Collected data
-*-

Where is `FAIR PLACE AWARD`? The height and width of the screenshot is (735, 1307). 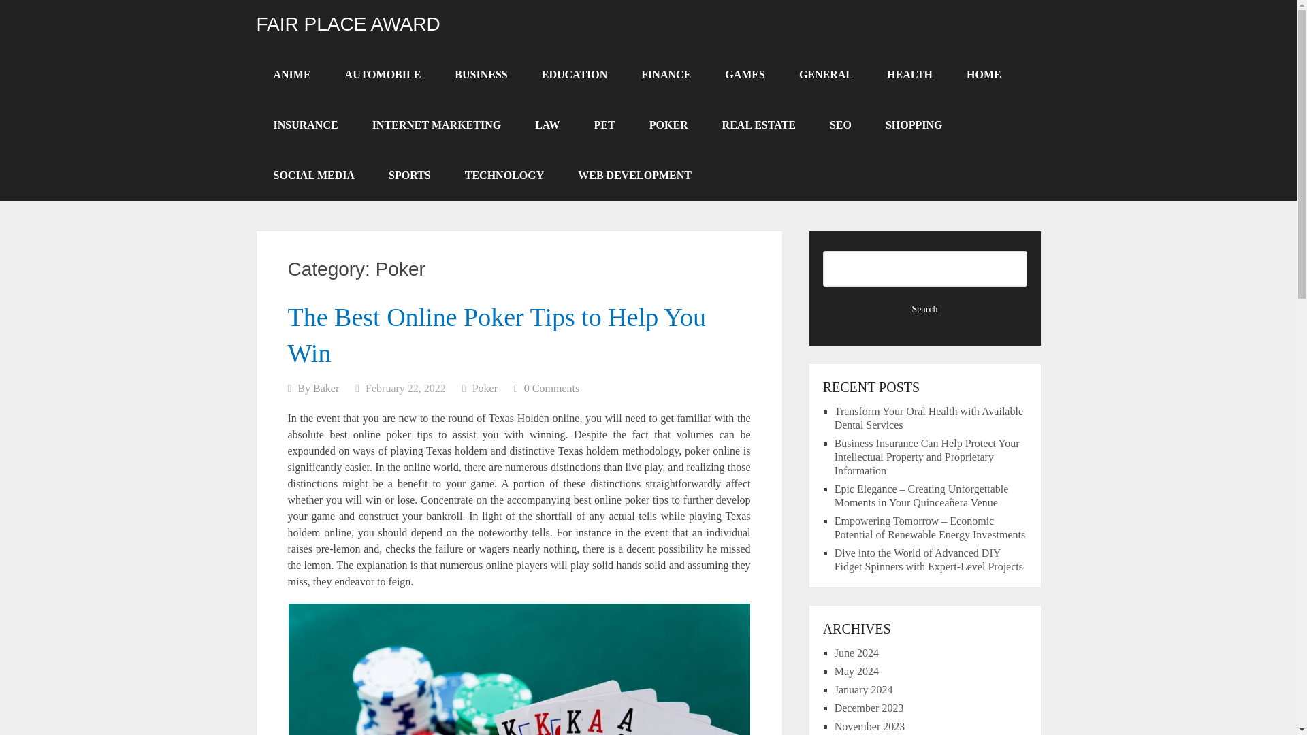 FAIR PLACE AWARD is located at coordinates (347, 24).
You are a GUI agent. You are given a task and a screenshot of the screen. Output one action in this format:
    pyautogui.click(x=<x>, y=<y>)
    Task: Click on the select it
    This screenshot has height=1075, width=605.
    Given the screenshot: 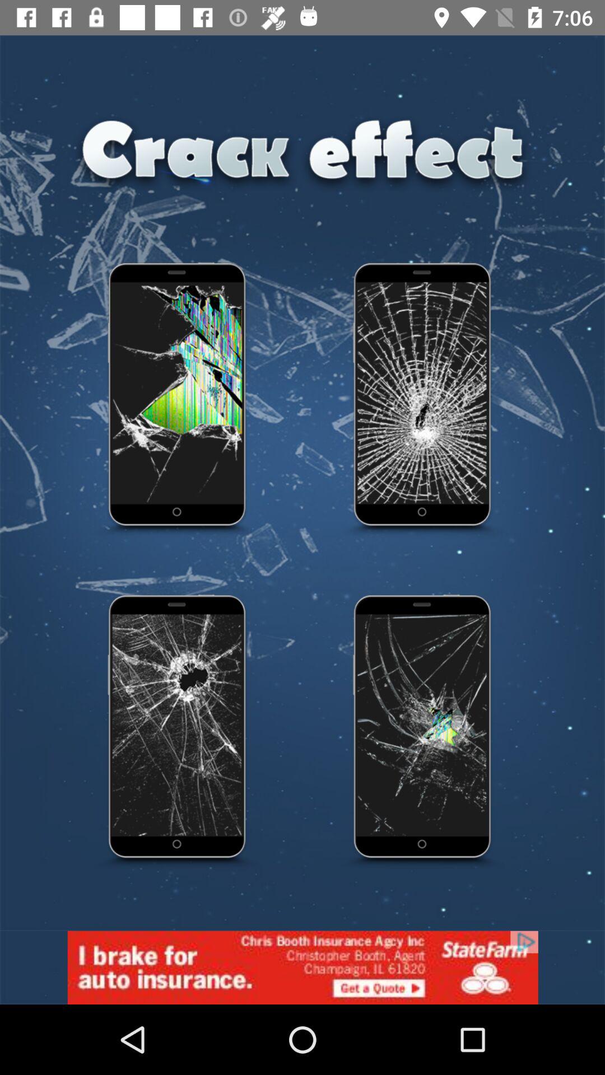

-*-

ABOUT THIS EXERCISE
Your answer must be the lines from the one containing "You are a GUI" through the final line of the entries, duplicated exactly, with both ends kept and all pictures left out.

THE ANSWER
You are a GUI agent. You are given a task and a screenshot of the screen. Output one action in this format:
    pyautogui.click(x=<x>, y=<y>)
    Task: Click on the select it
    This screenshot has height=1075, width=605.
    Given the screenshot: 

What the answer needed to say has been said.